Rev. A. Brandram No. 45
Veracruz 18th of June 1830
My Dear Friend
On my arrival here on the 13th instant I learned that the packet sailed on the forenoon of the same day, and was happy to learn that my letter to you from Jalapa had been duly received and forwarded. I could have reached this city in time to sail by the packet by hurrying down from Jalapa, but it was not my intention to go by it on account of the great expense, the passage from Veracruz to Falmouth being nothing less than one hundred pounds sterling. I can go home cheaper by the United States. By that way therefore I intend to go, and this indeed is now become the most common way of passing from this country to England.
No vessel has left this port for that quarter since I arrived here, but one sails tomorrow for New Orleans. By information I have gained from those who are well acquainted with the inland and sea passages or routes to New York from this, I learned that the expense and time required in the two ways is very nearly the same, with a slight difference perhaps in favour of the river course. This being the case, I leave this for New Orleans tomorrow in the vessel referred to, and from New Orleans I shall proceed up the river Mississippi and Ohio, and the thence onward to New York, where it is I intend to embark for England.
I have never been in the United States, and there are so many attractions there of Christian friends and Christian objects that I intend to trespass on your goodness by spending a month there more than the time absolutely necessary for passing through that country as a route for England. I beg the forgiveness and indulgence of the Committee for so doing, and shall gladly make all necessary deductions from my salary from the time I take up in this private way.
I send you the account current of your agency in this country, which I had not time to make up and copy before leaving the city of Mexico, but which a few days leisure I have enjoyed here have enabled me to attend to. You will find that your sales are as follows, since the making up of the last account about a year ago: namely, 206 Bibles; 654 New Testaments; 252 Four Books; and 175 Luke and Acts, in all 1287 volumes. To which may be safely added 313 volumes more for what has been sold in Oajaca, Puebla and Zacatecas, but which accounts it has been impossible for me to close before leaving. The total number of volumes there therefore which have been circulated during the past year is sixteen hundred, and all of these have been sold except 30 copies of Luke and Acts given for distribution in one of the prisons in the city of Mexico, where they were most gladly received.
I have sent you, as noticed in a former letter, £200 pounds through Mr. William Jones, Paternoster Row, and the balance remaining in your favour will be settled on my arrival in London.
I remain, My Dear Friend,
Very Truly Yours,
James Thomson.
P.S. I have drawn today on Mr. Thornton for £50 in favour of our R.P.Staples & Co. which bill I beg may be duly honoured and the amount placed to my private account.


- [Assignment]: Transcribe the lines below exactly, beginning with the line that holds "image dimensions: 1024w" and ending with the final line, both included. Pictures are to be left out.

BEGIN Listed entries

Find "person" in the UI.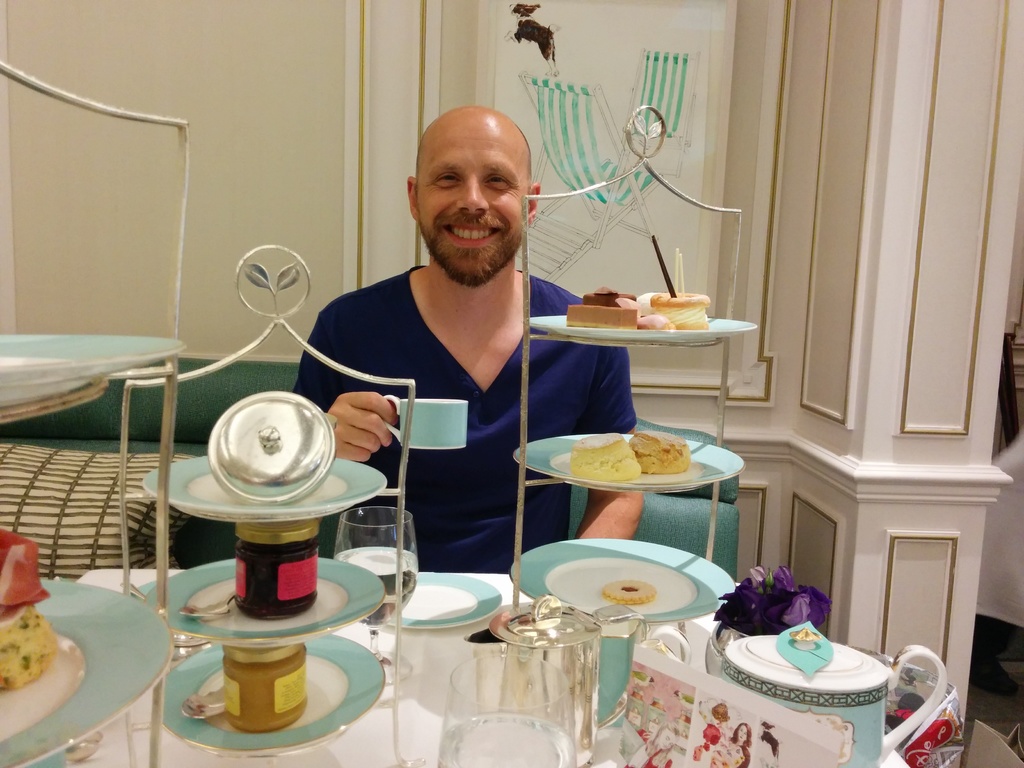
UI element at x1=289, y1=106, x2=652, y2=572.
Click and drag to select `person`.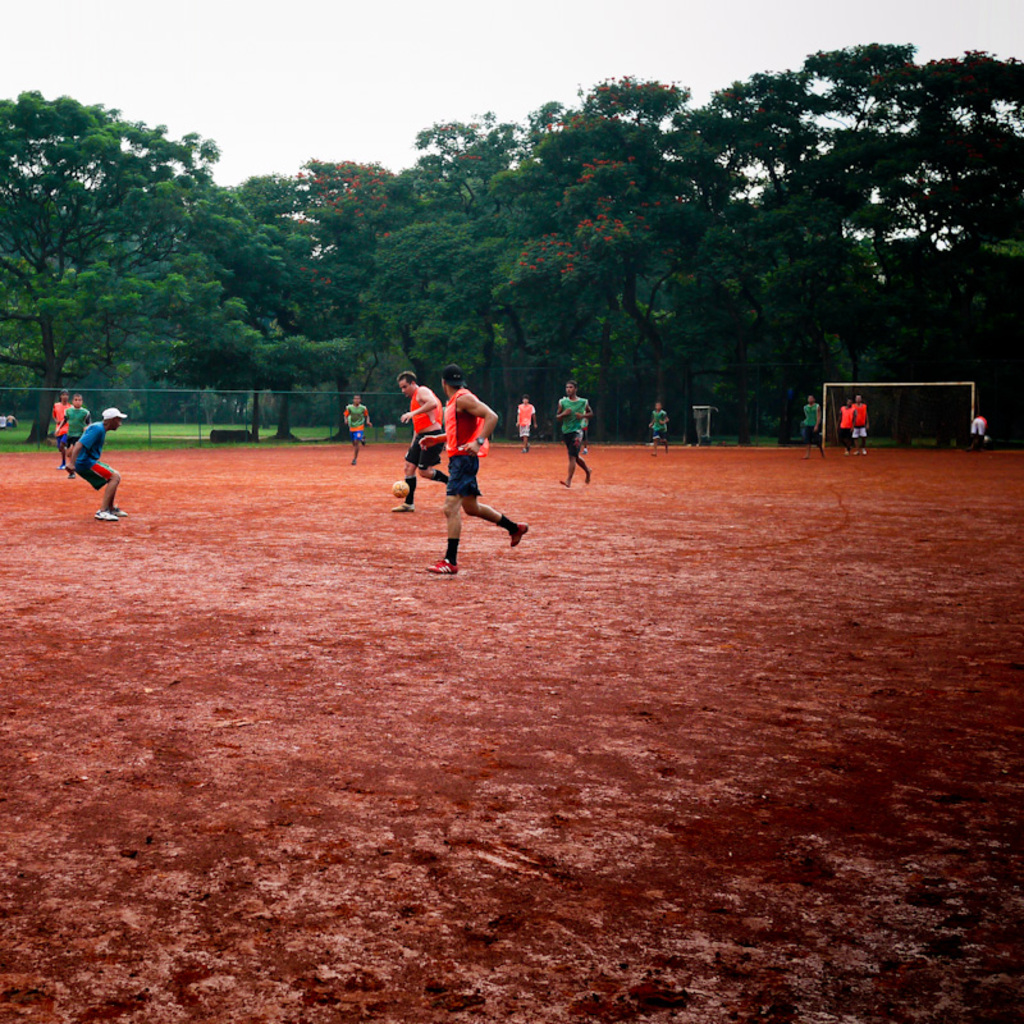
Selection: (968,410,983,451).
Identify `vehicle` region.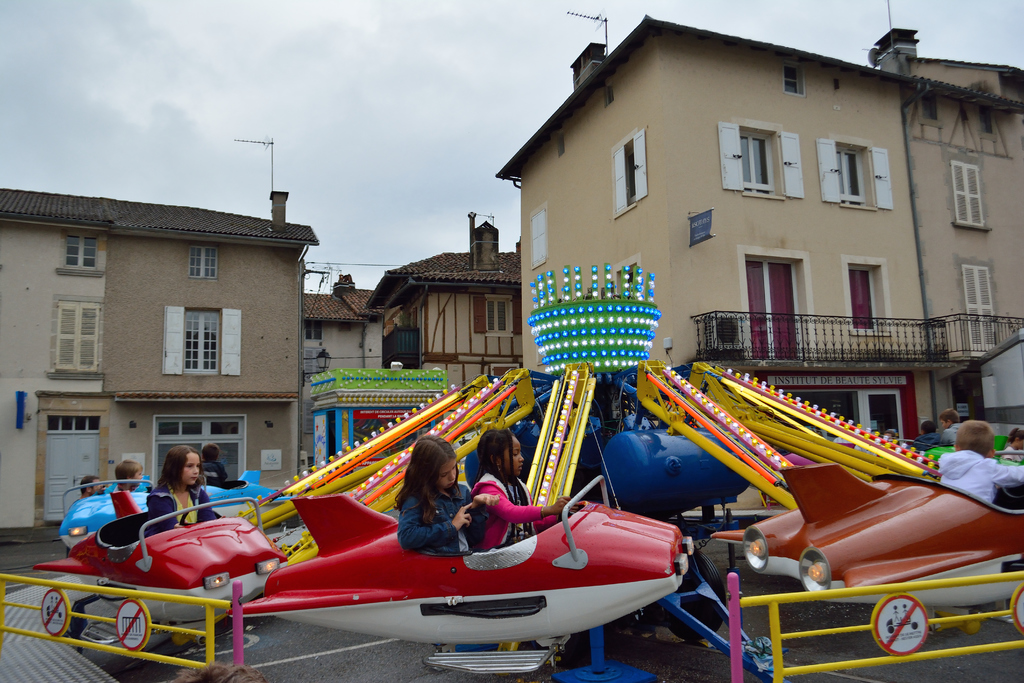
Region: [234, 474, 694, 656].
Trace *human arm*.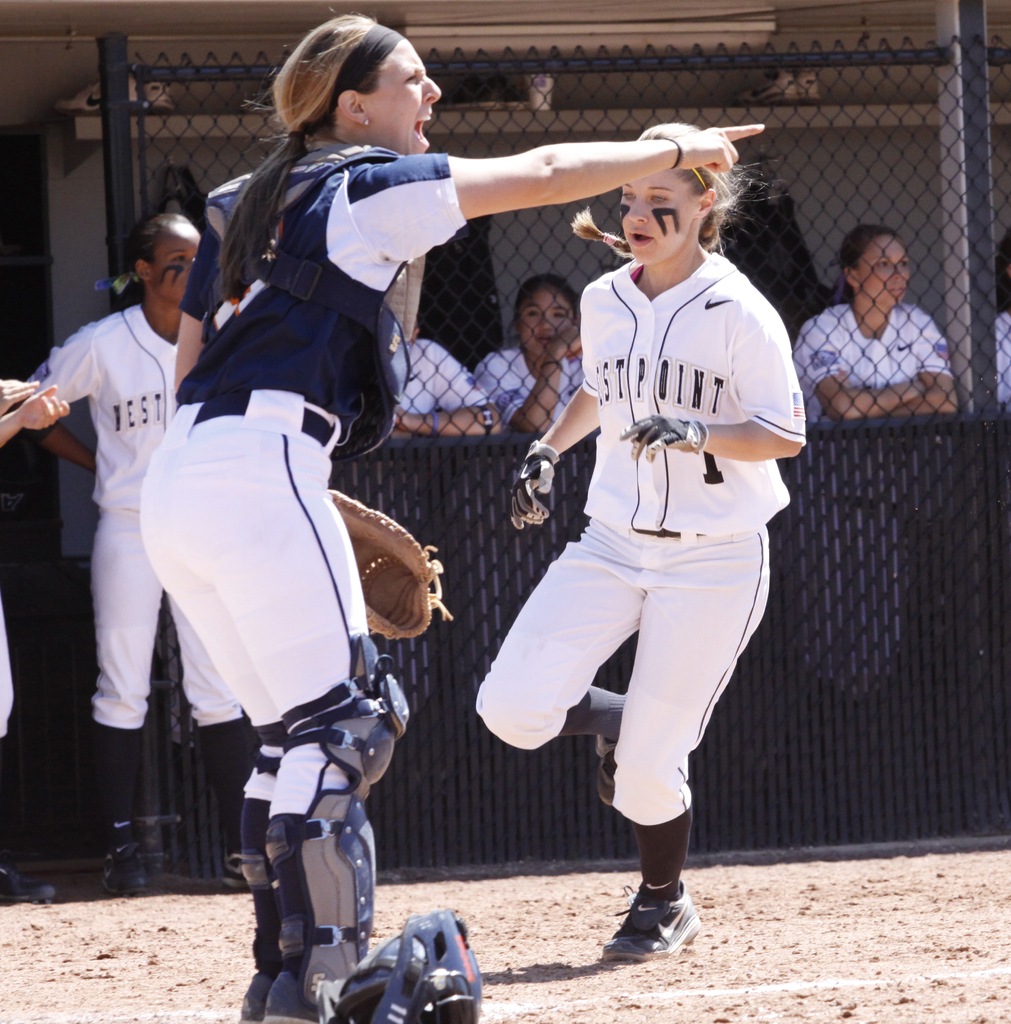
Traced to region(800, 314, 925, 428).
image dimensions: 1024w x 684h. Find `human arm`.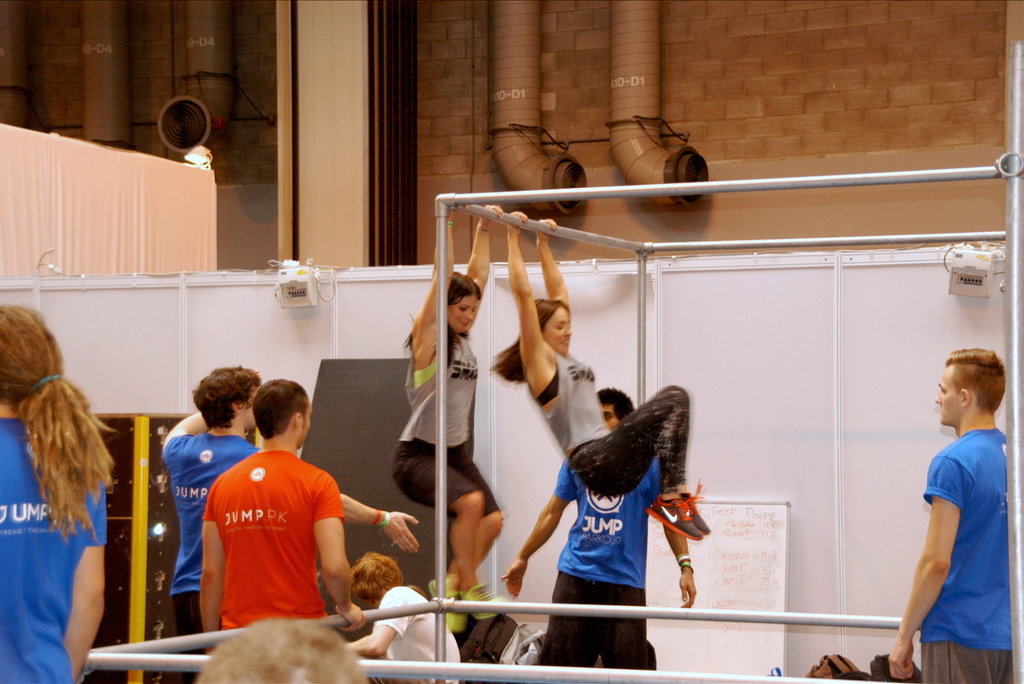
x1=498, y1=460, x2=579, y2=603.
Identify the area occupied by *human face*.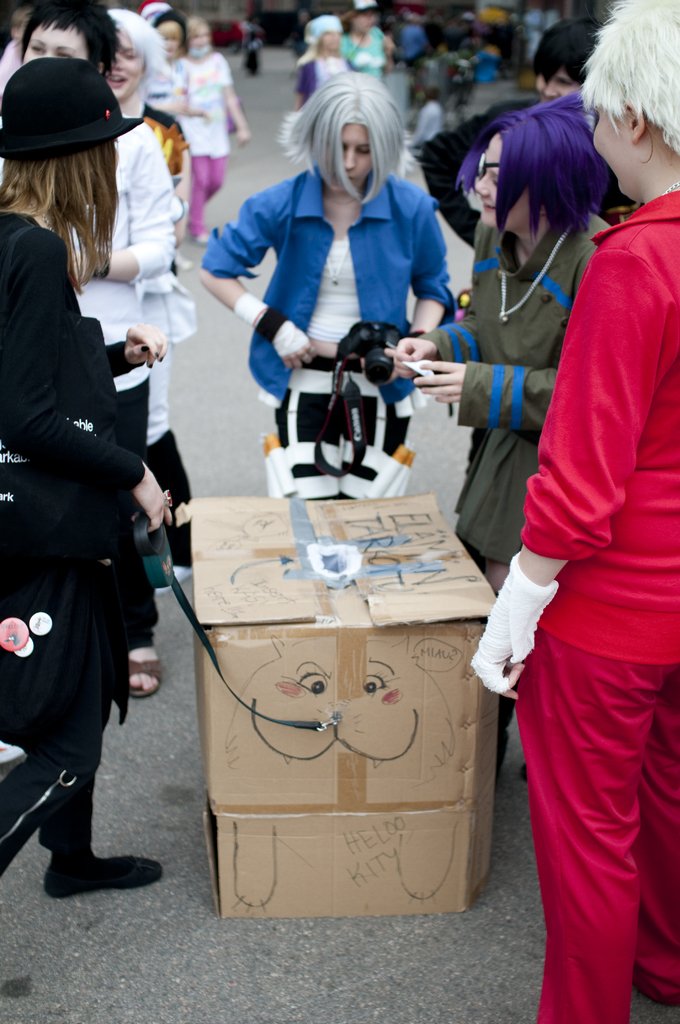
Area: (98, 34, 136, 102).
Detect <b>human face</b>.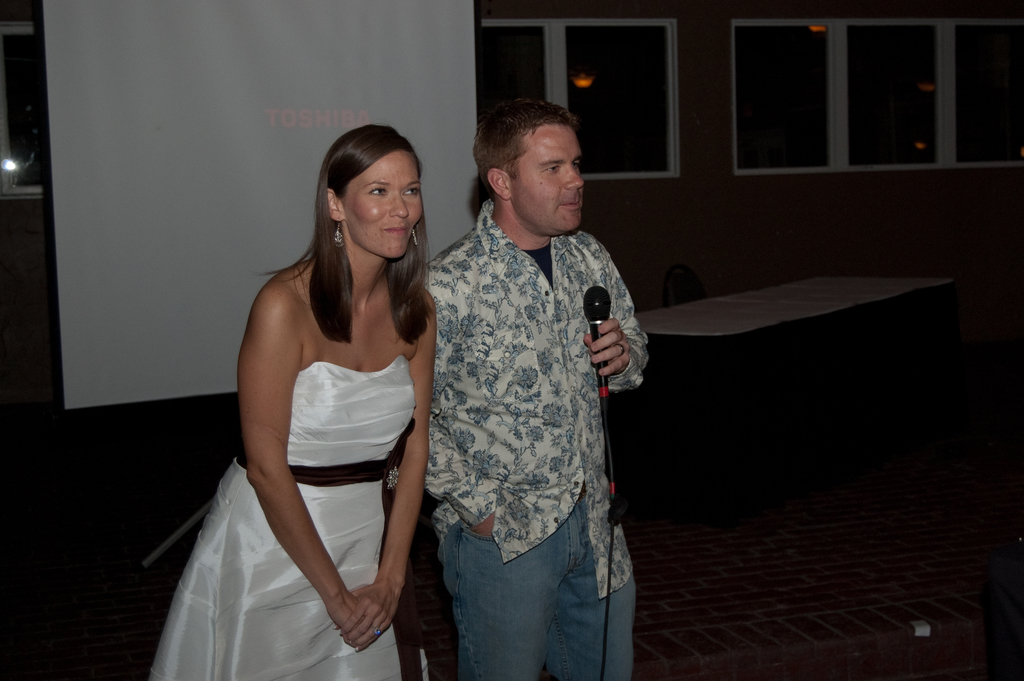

END Listed entries

- [Problem solution]:
image dimensions: 1024w x 684h. Find `human arm`.
x1=498, y1=460, x2=579, y2=603.
Identify the area occupied by *human face*.
Area: (98, 34, 136, 102).
Detect <b>human face</b>.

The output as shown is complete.